The experience stole the air from my lungs, but not because of what she was doing. I could feel what she was feeling in that vision. She was barely holding on, fighting for her life while clinging desperately to what remained of her humanity.
3
NEVER
Leo’s home was hidden in the shade of a dense cluster of dwarf palms in the hills beyond the ivory beach of Nidus Island. For a guy who looked like a model-turned-surfer, I still hadn’t figured out why he chose to live so far away from the water.
His small hut was simple, rustic, and inviting in a casual way. There was no porch, just an eave overhanging his front door. Off to the side I spotted three surfboards stacked against the wall, which made his choice to live up here all the more perplexing.
I knew from what Hook and Lily had told me that Leo had once held a position of power in his pack, but I didn’t really understand the structure. At least, not beyond the fact that Lily’s father—Leo’s uncle—was the pack alpha and had been for centuries.
“Leo?” I called out. It was probably safe to knock. The door might have been made of hollow bamboo poles woven together, but it seemed sturdy enough. It just didn’t really matter because the guy never closed his windows.
“Out back,” he answered.
I circled around the adorable home, with its thick thatchroof and earthen walls, to find him shoveling dirt into a shallow hole. Shirtless, as usual, with a sheen of sweat clinging to his golden skin.
When he spotted me, his tight smile had me pulling up short. “Hey, Never.”
“Hey,” I said uneasily. This wasn’t the first time I’d dropped in on him, but it was the first time I’d received a frosty welcome. Normally, my Adonis was all warm smiles that lit up his entire face and the kind of hugs that left a mark. “Everything okay?”
He glanced down at the freshly turned dirt. “I’ve been better.”
“Want some help?” I had no idea what he was burying, or how long Hook and Rue would need to talk, but I figured I had at least a little time.
Leo shook his head. “Nah. Just about done here.”
I wanted to make a joke about what he was burying, like maybe he was laying his last surviving shirt to rest, but given his mood, I figured it was safer to keep my mouth shut. It only took him a few minutes to finish filling in the hole, then he grabbed a weathered rug and spread it out over the top.
“Buried treasure?” What else would warrant him hiding the evidence that he’d buried something?
He walked over and hung the shovel next to the other tools lining the back wall of his home. “Something like that.” When he turned, a little of the tension faded from his features. “What brings you to my island on such a fine day?”
I glanced up to the sky, forgetting for a second how dense the canopy was around Leo’s place. “Was that sarcasm?”
“Ifyouhave to ask, one of us is slipping.”
Maybe I was. I hadn’t felt quite like myself since the whole waking up with godly powers thing. I mean, I was still me, and I was, like, ninety-five percent the same. That other five percent, though? That shit was something else.

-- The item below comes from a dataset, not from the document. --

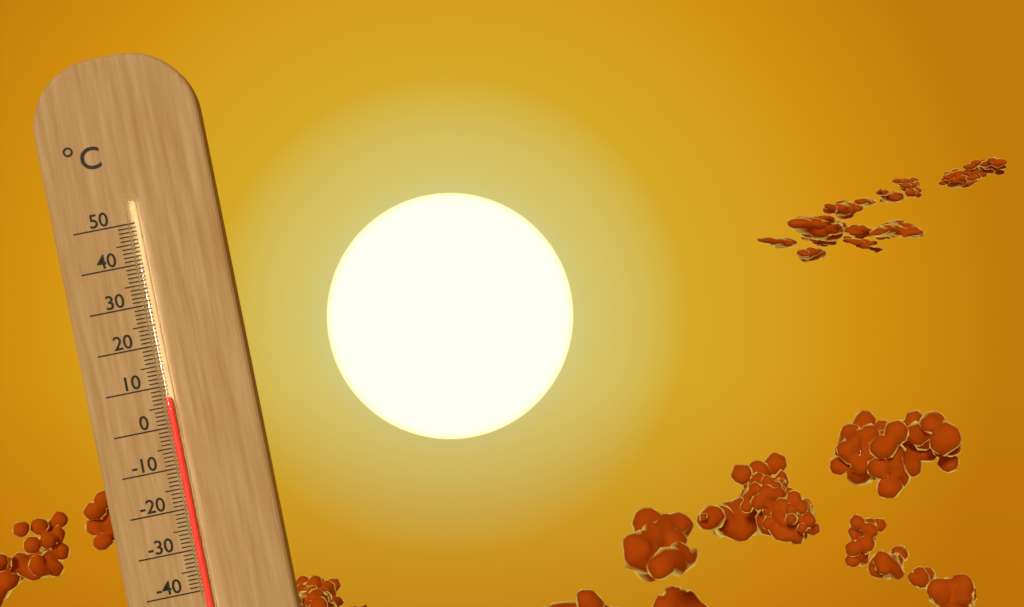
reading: 7 °C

I eyed him, then the muggy forest surrounding us. Screw it. I had to ask. “Why are you living all the way up here? Shouldn’t you be enjoying the good life closer to the beach, especially since you were the one who sacrificed decades of your life to find the beloved princess of your pack?”
He rolled his eyes and dropped into one of the weathered Adirondack-style chairs circling his firepit. “I’ve been told a real hero would have brought her back.”
“Who the hell fed you that line of crap? Because they deserve a swift kick to the nuts, and I just happen to be wearing my nut-kicking boots.”
He folded his arms over his broad chest, which made him look even bigger. “Do you really think I need your help defending myself?”
“No, but I’m not the one hiding in the woods.”
He tipped his head to the side. “My pack knows where to find me. I’m just not earning any points with them living up here.”
“So, youarebeing deliberately anti-social.” I could understand that desire, at least.
He leaned his head back against the wooden planks and pulled in a deep breath, showing off the cords of muscle lining his neck in the process. “Pretty much.”
“Because you spent too many years around a horrible, psycho demon and her soulless hordes?” I asked, moving to stand in front of him.
He was being evasive. Which, fine, whatever. It was his right. I just thought we’d built the kind of friendship where we could talk about real things back when we were in my world. Sure, he’d almost killed me, and Petra’s shadow had almost killed him while it was taking my body for one of the worst test drives in history, but that didn’t mean we couldn’t be friends, did it?